A Quote by Antero Alli

Only when we are over, does our real life begin. — © Antero Alli
Only when we are over, does our real life begin.
The real debate is, when does life begin? When life begins, it deserves protection.
What do you know about yourself? What are your stories? The ones you tell yourself, and the ones told by others. All of us begin somewhere. Though I suppose the truth is that we begin more than once; we begin many times. Over and over, we start our own tales, compose our own stories, whether our lives are short or long. Until at last all our beginnings come down to just one end, and the tale of who we are is done.
God does not begin by asking our ability, only our availability, and if we prove our dependability, He will increase our capability.
As we live through thousands of dreams in our present life, so is our present life only one of many thousands of such lives which we enter from the other more real life and then return after death. Our life is but one of the dreams of that more real life, and so it is endlessly, until the very last one, the very real the life of God.
Sometimes I'm haunted by the thought that we have only one life and that we live it provisionally, waiting in vain for the day when real life will begin. And so life passes by.
I think that we need to begin talking about what does it mean to create these safe spaces in our communities, to begin welcoming one another into our homes and into our communities when they're returning home from prison, people who are on the streets. We need to begin doing the work in our own communities of creating the kind of democracy that we would like to see on a larger scale.
Why, if we are as pragmatic as we claim, don't we begin to ask ourselves seriously: Where does our real future lie?
True transformation occurs only when we can look at ourselves squarely and face our attachments and inner demons, free from the buzz of commercial distraction and false social realities. We have to retreat into our own cocoons and come face-to-face with who we are. We have to turn toward our own inner darkness. For only by abandoning its attachments and facing the darkness does the caterpillar's body begin to spread out and its light, beautiful wings begin to form.
God does not begin by asking us about our ability, but only about our availability, and if we then prove our dependability, he will increase our capability.
Where does love begin? In our own homes. When does it begin? When we pray together. The family that prays together stays together.
Let us love one another as God loves each one of us. And where does this love begin? In our own home. How does it begin? By praying together.
If we are looking for insurance against want and oppression, we will find it only in our neighbors' prosperity and goodwill and, beyond that, in the good health of our worldly places, our homelands.
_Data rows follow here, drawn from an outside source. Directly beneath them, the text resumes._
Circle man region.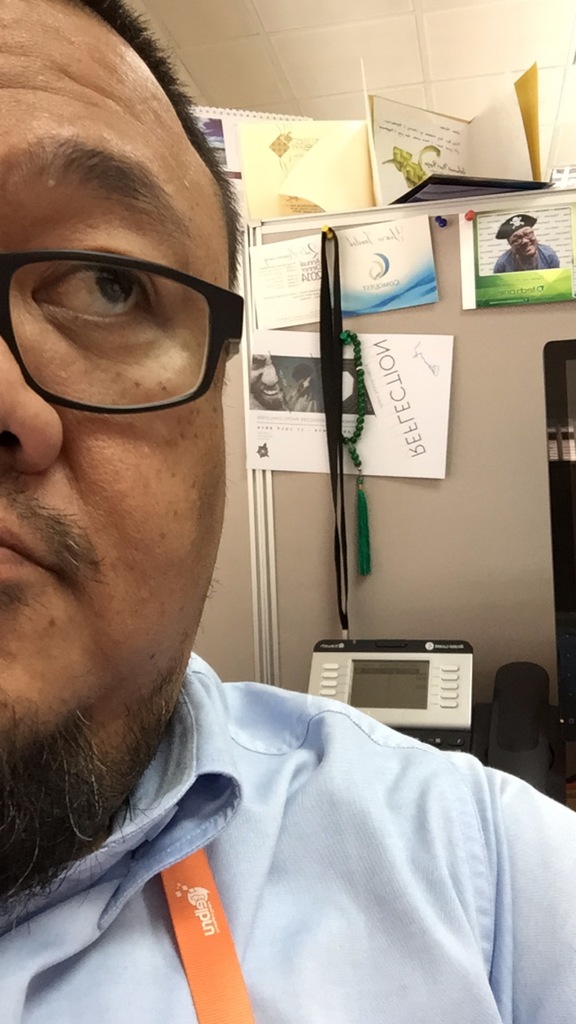
Region: (492, 211, 559, 270).
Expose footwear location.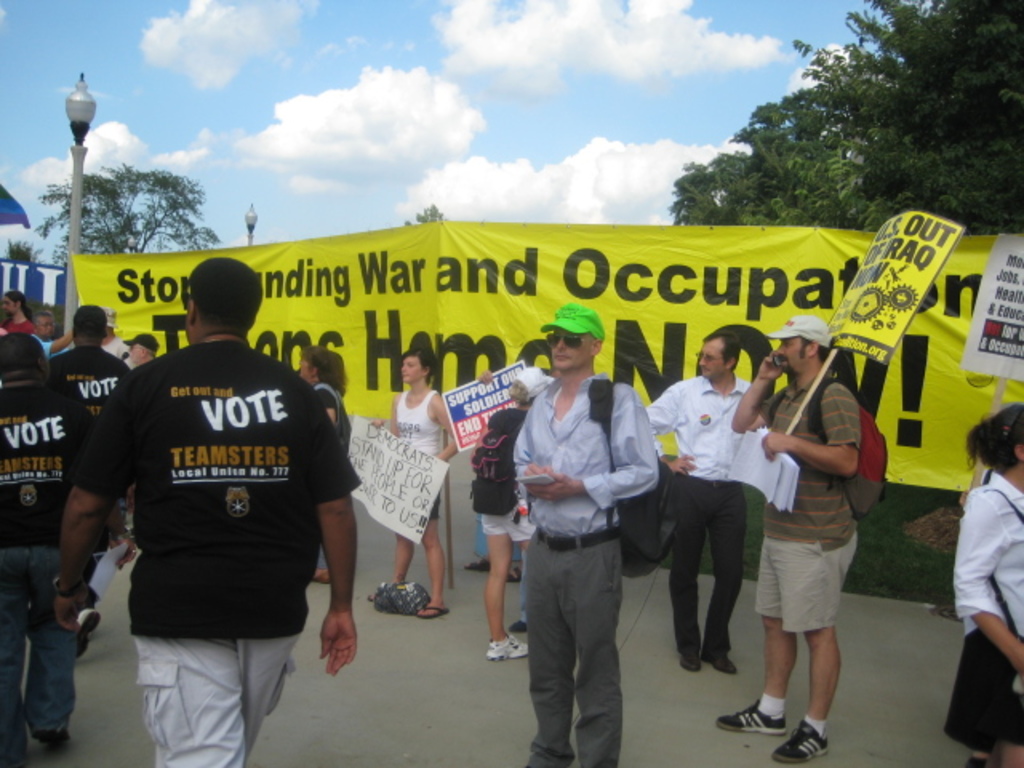
Exposed at crop(507, 568, 518, 586).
If we were sincerely looking for a place of safety, for real security and success, then we would begin to turn to our communities - and not the communities simply of our human neighbors but also of the water, earth, and air, the plants and animals, all the creatures with whom our local life is shared. (pg. 59, "Racism and the Economy")
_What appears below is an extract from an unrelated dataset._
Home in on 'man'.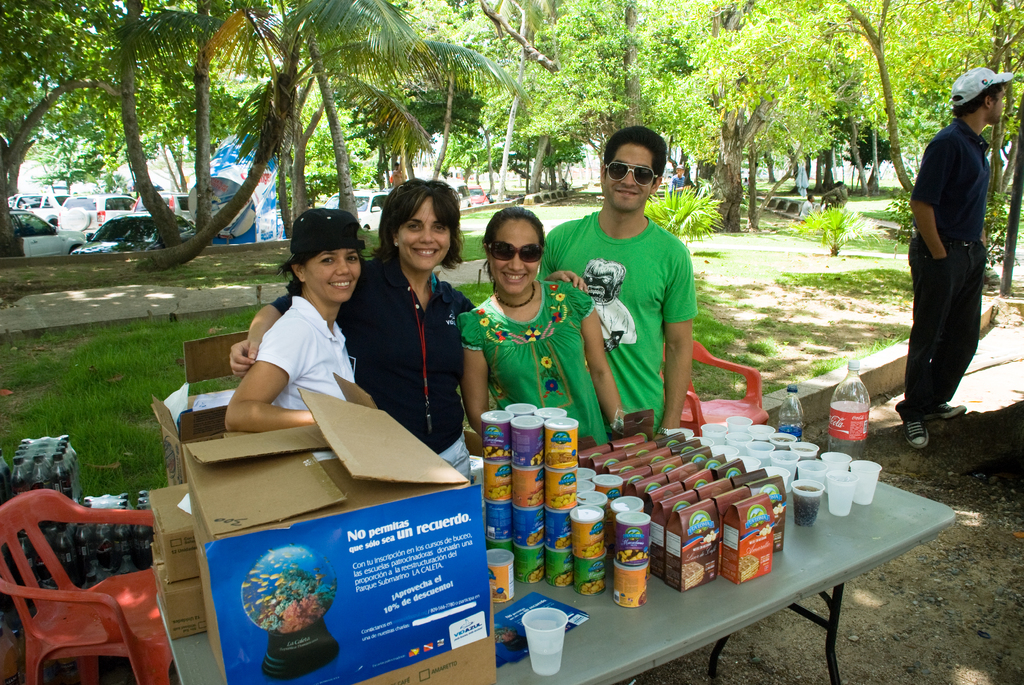
Homed in at Rect(540, 130, 700, 434).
What does he do, Clarice? What is the first and principal thing he does, what need does he serve by killing? He covets. How do we begin to covet? We begin by coveting what we see every day.
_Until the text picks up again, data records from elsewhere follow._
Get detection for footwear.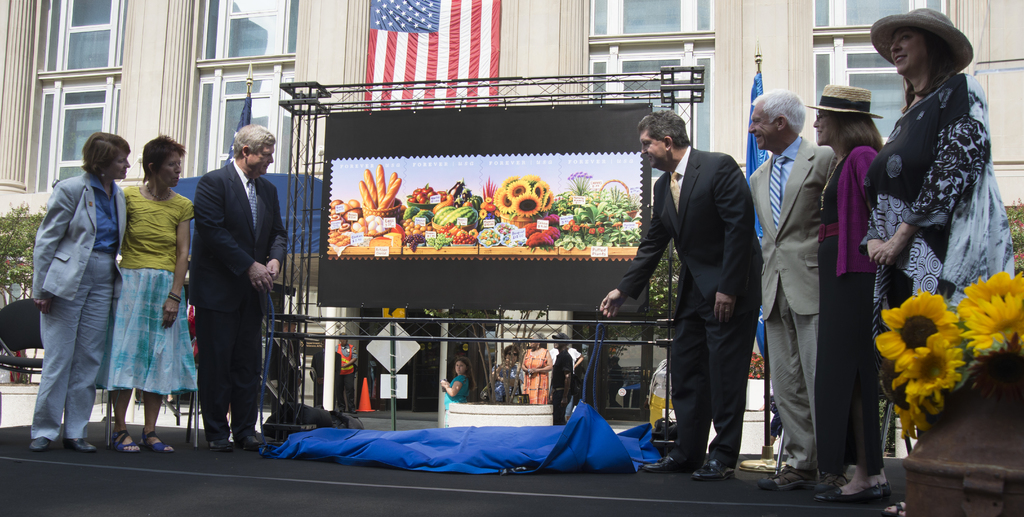
Detection: [29, 434, 52, 450].
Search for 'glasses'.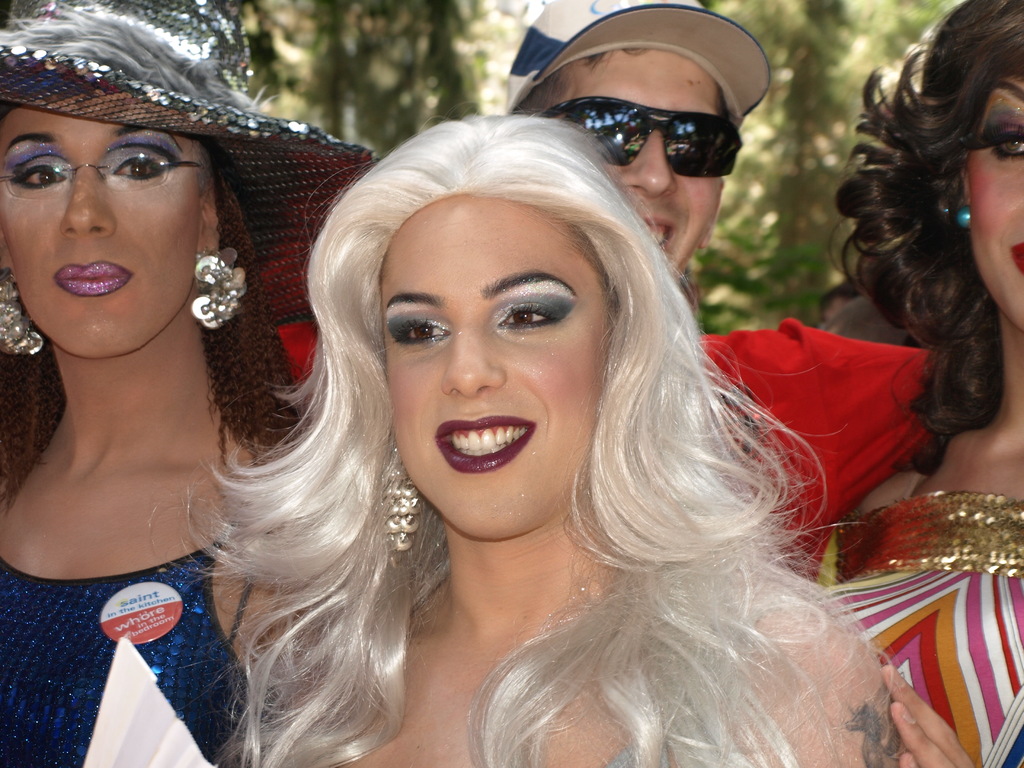
Found at (x1=0, y1=128, x2=192, y2=195).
You have to begin to lose your memory, if only in bits and pieces, to realize that memory is what makes our lives. Life without memory is no life at all... Our memory is our coherence, our reason, our feeling, even our action. Without it we are nothing.
The only answer to the question of the meaning of life has to begin from the fact of our human finitude, of our vulnerability and our fallibility.
I often feel that life is about to begin, only to realize it is almost over.